S. Lee: Controversial Tracts on Christianity and Mahometanism. 1824.

J. Döllingber (R.C.): Muhammed’s Religion nach ihrer innern Entwicklung u. ihrem Einfluss auf das Leben der Völker. Regensb. 1838.

A. Möhler (R.C.): Das Verhältniss des Islam zum Christenthum (in his “Gesammelte Schriften”). Regensb., 1839.

C. F. Gerock: Versuch einer Darstellung der Christologie des Koran. Hamburg and Gotha, 1839.

J. H. Newman (R.C.): The Turks in their relation to Europe (written in 1853), in his “Historical Sketches.” London, 1872, pp. 1–237.

Dean Arthur P. Stanley: Mahometanism and its relations to the Eastern Church (in Lectures on the “History of the Eastern Church.” London and New York, 1862, pp. 360–387). A picturesque sketch.

Dean Milman: History of Latin Christianity. Book IV., chs.1 and 2. (Vol. II. p. 109).

Theod. Nöldeke: Art. Muhammed und der Islam, in Herzog’s “Real-Encyclop.” Vol. XVIII. (1864), pp. 767–820.’

*Eman. Deutsch: Islam, in his “Liter. Remains.” Lond. and N. York, 1874, pp. 50–134. The article originally appeared in the London “Quarterly Review” for Oct. 1869, and is also printed at the end of the New York (Harper) ed. of R. Bosworth Smith’s Mohammed. Reports of the General Missionary Conference at Allahabad, 1873.

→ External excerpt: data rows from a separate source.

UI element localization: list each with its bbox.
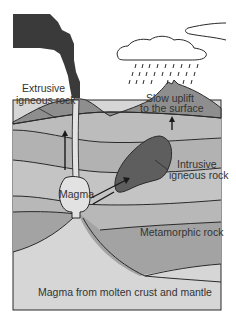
label-metamorphic: Metamorphic rock: [140, 226, 224, 238]
igneous-rock-diagram: Extrusive igneous rock Slow uplift to th…: [0, 0, 236, 324]
label-magma-source: Magma from molten crust and mantle: [38, 286, 212, 298]
cloud-small: [186, 23, 226, 40]
label-extrusive-1: Extrusive: [22, 82, 65, 94]
cloud: [117, 36, 206, 60]
label-uplift-2: to the surface: [140, 102, 204, 114]
rain: [129, 64, 198, 84]
magma-conduit: [72, 100, 79, 178]
label-magma: Magma: [59, 188, 94, 200]
label-intrusive-2: igneous rock: [169, 169, 229, 181]
label-extrusive-2: igneous rock: [16, 94, 76, 106]
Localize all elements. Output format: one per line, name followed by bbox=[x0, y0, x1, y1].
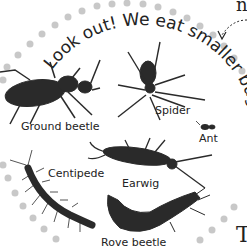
page-text-fragment-bottom: T bbox=[236, 222, 247, 247]
label-ant: Ant bbox=[199, 132, 218, 145]
label-centipede: Centipede bbox=[48, 167, 104, 180]
centipede-image bbox=[10, 150, 92, 232]
rove-beetle-image bbox=[108, 188, 211, 232]
label-ground-beetle: Ground beetle bbox=[21, 120, 100, 133]
label-rove-beetle: Rove beetle bbox=[101, 236, 166, 247]
page-text-fragment-top: n bbox=[236, 0, 247, 15]
label-spider: Spider bbox=[155, 104, 190, 117]
label-earwig: Earwig bbox=[122, 177, 159, 190]
ground-beetle-image bbox=[0, 60, 100, 124]
ant-image bbox=[196, 121, 215, 130]
bug-illustration: Look out! We eat smaller bugs. bbox=[0, 0, 247, 247]
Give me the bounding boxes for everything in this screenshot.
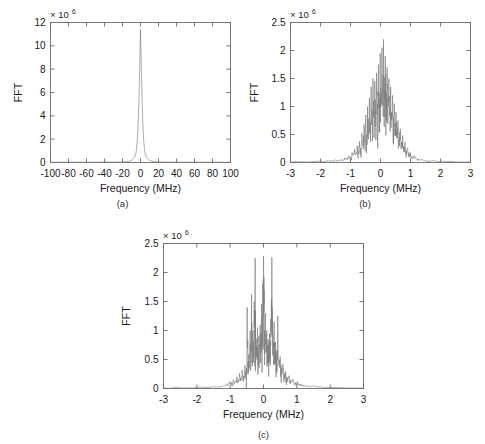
panel-c-ytick-label: 2.5 <box>145 238 159 249</box>
panel-c-exponent-power: 6 <box>185 229 189 236</box>
panel-b-xtick-label: 1 <box>408 168 414 179</box>
panel-a-exponent-power: 6 <box>72 8 76 15</box>
panel-c-xtick-label: 2 <box>327 394 333 405</box>
panel-c-xtick-labels: -3-2-10123 <box>159 394 367 405</box>
panel-b-exponent: × 10 6 <box>290 8 316 21</box>
panel-b-x-axis-title: Frequency (MHz) <box>340 182 421 194</box>
panel-a-xtick-label: -20 <box>115 168 130 179</box>
panel-b-ytick-labels: 00.511.522.5 <box>272 17 286 168</box>
panel-b-xtick-labels: -3-2-10123 <box>286 168 474 179</box>
panel-c-xtick-label: 0 <box>261 394 267 405</box>
panel-a-y-axis-title: FFT <box>12 82 24 102</box>
panel-b-xtick-label: -3 <box>286 168 295 179</box>
panel-a-xtick-label: 0 <box>138 168 144 179</box>
panel-b-xtick-label: 3 <box>468 168 474 179</box>
panel-b-ytick-label: 1 <box>280 101 286 112</box>
panel-a-xtick-label: -100 <box>40 168 60 179</box>
panel-a-x-axis-title: Frequency (MHz) <box>100 182 181 194</box>
panel-a-xtick-label: 100 <box>222 168 239 179</box>
panel-a-xtick-label: -40 <box>97 168 112 179</box>
panel-c-exponent: × 10 6 <box>163 229 189 242</box>
panel-c-ytick-label: 2 <box>153 267 159 278</box>
panel-b-caption: (b) <box>359 198 371 209</box>
panel-b-ytick-label: 0 <box>280 157 286 168</box>
panel-c-ytick-label: 1.5 <box>145 296 159 307</box>
panel-b-exponent-mantissa: × 10 <box>290 9 309 20</box>
panel-a-ytick-label: 8 <box>40 64 46 75</box>
panel-c-exponent-mantissa: × 10 <box>163 230 182 241</box>
panel-b-ytick-label: 1.5 <box>272 73 286 84</box>
panel-c-xtick-label: -1 <box>226 394 235 405</box>
panel-a-xtick-label: -60 <box>79 168 94 179</box>
panel-a-ytick-label: 4 <box>40 110 46 121</box>
panel-c-ytick-label: 1 <box>153 325 159 336</box>
panel-c-xtick-label: 1 <box>294 394 300 405</box>
panel-b-xtick-label: -1 <box>346 168 355 179</box>
panel-a-ytick-label: 10 <box>34 40 46 51</box>
panel-c-y-axis-title: FFT <box>120 306 132 326</box>
panel-a-xtick-label: 20 <box>153 168 165 179</box>
panel-b-ytick-label: 2.5 <box>272 17 286 28</box>
panel-c-xtick-label: 3 <box>361 394 367 405</box>
panel-a-xtick-label: 80 <box>207 168 219 179</box>
panel-c-x-axis-title: Frequency (MHz) <box>223 408 304 420</box>
panel-b-exponent-power: 6 <box>312 8 316 15</box>
panel-a-svg: × 10 6 -100-80-60-40-20020406080100 0246… <box>0 0 245 212</box>
panel-c: × 10 6 -3-2-10123 00.511.522.5 Frequency… <box>100 222 390 444</box>
panel-c-caption: (c) <box>258 429 269 440</box>
panel-a-exponent-mantissa: × 10 <box>50 9 69 20</box>
panel-a-xtick-label: 40 <box>171 168 183 179</box>
panel-c-ytick-label: 0 <box>153 383 159 394</box>
panel-a-caption: (a) <box>117 198 129 209</box>
panel-b-xtick-label: 2 <box>438 168 444 179</box>
panel-a-ytick-label: 2 <box>40 134 46 145</box>
panel-a-ytick-labels: 024681012 <box>34 17 46 168</box>
panel-a-xtick-label: -80 <box>61 168 76 179</box>
panel-b-xtick-label: 0 <box>378 168 384 179</box>
panel-b-ytick-label: 2 <box>280 45 286 56</box>
panel-c-svg: × 10 6 -3-2-10123 00.511.522.5 Frequency… <box>100 222 390 444</box>
panel-b-svg: × 10 6 -3-2-10123 00.511.522.5 Frequency… <box>245 0 485 212</box>
panel-b-y-axis-title: FFT <box>248 82 260 102</box>
panel-a: × 10 6 -100-80-60-40-20020406080100 0246… <box>0 0 245 212</box>
panel-b-ytick-label: 0.5 <box>272 129 286 140</box>
panel-a-ytick-label: 0 <box>40 157 46 168</box>
fft-spectra-figure: × 10 6 -100-80-60-40-20020406080100 0246… <box>0 0 485 444</box>
panel-a-exponent: × 10 6 <box>50 8 76 21</box>
panel-b-xtick-label: -2 <box>316 168 325 179</box>
panel-c-xtick-label: -2 <box>192 394 201 405</box>
panel-b: × 10 6 -3-2-10123 00.511.522.5 Frequency… <box>245 0 485 212</box>
panel-c-xtick-label: -3 <box>159 394 168 405</box>
panel-a-ytick-label: 6 <box>40 87 46 98</box>
panel-c-ytick-label: 0.5 <box>145 354 159 365</box>
panel-c-ytick-labels: 00.511.522.5 <box>145 238 159 394</box>
panel-a-xtick-label: 60 <box>189 168 201 179</box>
panel-a-ytick-label: 12 <box>34 17 46 28</box>
panel-a-xtick-labels: -100-80-60-40-20020406080100 <box>40 168 239 179</box>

J. Mühleisen Arnold (formerly chaplain at Batavia): Islam: its History, Character, and Relation to Christianity. Lond., 1874, 3d ed.

Gustav. Rösch: Die Jesusmythen des Islam, in the “Studien und Kritiken.” Gotha, 1876. (No. III. pp. 409–454).

Marcus Dods: Mohammed, Buddha, and Christ. Lond. 2d ed. 1878.

Ch. A. Aiken: Mohammedanism as a Missionary Religion. In the “Bibliotheca Sacra,” of Andover for 1879, p. 157.

Archbishop Trench: Lectures on Mediaeval Church History (Lect. IV. 45–58). London, 1877.

Henry H. Jessup (Amer. Presbyt. missionary at Beirut): The Mohammedan Missionary Problem. Philadelphia, 1879.

Edouard Sayous: Jésus Christ d’après Mahomet. Paris 1880.

G. P. Badger: Muhámmed in Smith and Wace, III. 951–998.